The only thing bugging me – terribly – is that the WiFi password is not hidden by default, with a toggle to display it if you want.
Also, I keep waiting for a Raspbian release with the VC4 driver enabled by default. It’s not a huge priority for me, but I would still like to rely on 3D acceleration by default, which means the driver is stable enough for the job. :)
Raspberry Pi Staff Simon Long — post author
“The only thing bugging me – terribly – is that the WiFi password is not hidden by default, with a toggle to display it if you want.”
Try a sudo apt-get update / sudo apt-get dist-upgrade – or just a sudo apt-get update / sudo apt-get install lxplug-network… ;)
Lawrence Mayfield
Simon…. I am about to become unpopular with my comments, lol. First, I love the PI! I am currently trying to utilize it in an astronomy application and I am really new to both astronomy and this SBC and it’s language. The major gripe, yes, gripe, from me is the toy like atmosphere that surrounds it and its applications. I am a user, not a developer or hobbyist. The amount of fiddling to get stuff up and running is dreadful. Yeah, I know that likely most owners love to fiddle and oohh and ahh over making LEDs light up or a home security system work. But, if you want to bring this into the modern world and reach the planet’s users and developers, then you need to make it easy for them to do so. Put out requirements that software and hardware developers need to build the software code and hardware for ease of installation and use by people who do not want to learn all the various languages and coding necessary to build their project. Both hardware and software need to be in the form of application (apps) for install and use.
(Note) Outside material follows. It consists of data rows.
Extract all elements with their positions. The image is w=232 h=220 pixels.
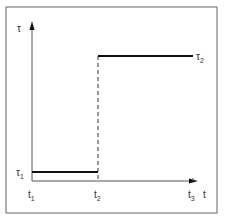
x-axis-label: t — [203, 189, 206, 200]
tau1-label: τ1 — [16, 167, 24, 180]
t3-label: t3 — [188, 189, 195, 202]
tau2-label: τ2 — [196, 51, 204, 64]
t1-label: t1 — [28, 189, 35, 202]
step-diagram: τ t τ1 τ2 t1 t2 t3 — [0, 0, 232, 220]
y-axis-label: τ — [17, 23, 21, 34]
frame-border — [6, 7, 217, 213]
y-axis-arrow-icon — [30, 21, 35, 30]
t2-label: t2 — [94, 189, 101, 202]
When shield or board makers start supplying the code to install and use their product only then will Pi become a universal product appealing to everyone. And it will really take off… I really don’t want to learn Linux, C++, Java, Python or any of the other compatible languages in order to use it. I want to plug it in, run the install and use the software (preferable from a USB drive) and finish my project.
See, I told you it would be unpopular, lol…
mayf (my nickname)
Raspberry Pi Staff Simon Long — post author
There are tens of thousands of pre-built applications available to download and run on the Pi – look in the “Add/Remove Programs” entry in the Preferences section of the Main Menu, or you can install them using “apt” from the command line. No need to learn programming languages, build software, or anything like that, and these applications, unlike those for most other platforms are all completely free of charge.
If there are specific astronomy applications which do not appear in the catalogue of applications available in this manner, that is a matter to take up with the authors of the applications themselves – we really cannot be expected to maintain every application under the sun in addition to the desktop itself, any more than Microsoft or Apple do.
Jeff Haddow
I’d Like to report a difficulty I had when updating the software. Using a Terminal I did the usual update and said “y” to all the stuff to be installed etc. And then I opened up a utility to do something else. Up poped a small window saying that I’d need to reboot the system. Now I subsequently realised that when I closed the pop up the Terminal restarted and it was still updating but because I had a window on top I want ahead and rebooted. It only went as far as the rainbow screen and I had to reinstall the operating system on the corrupted MicroSD card. I suggest that the pop up window should say that a reboot should be performed after the update is finished.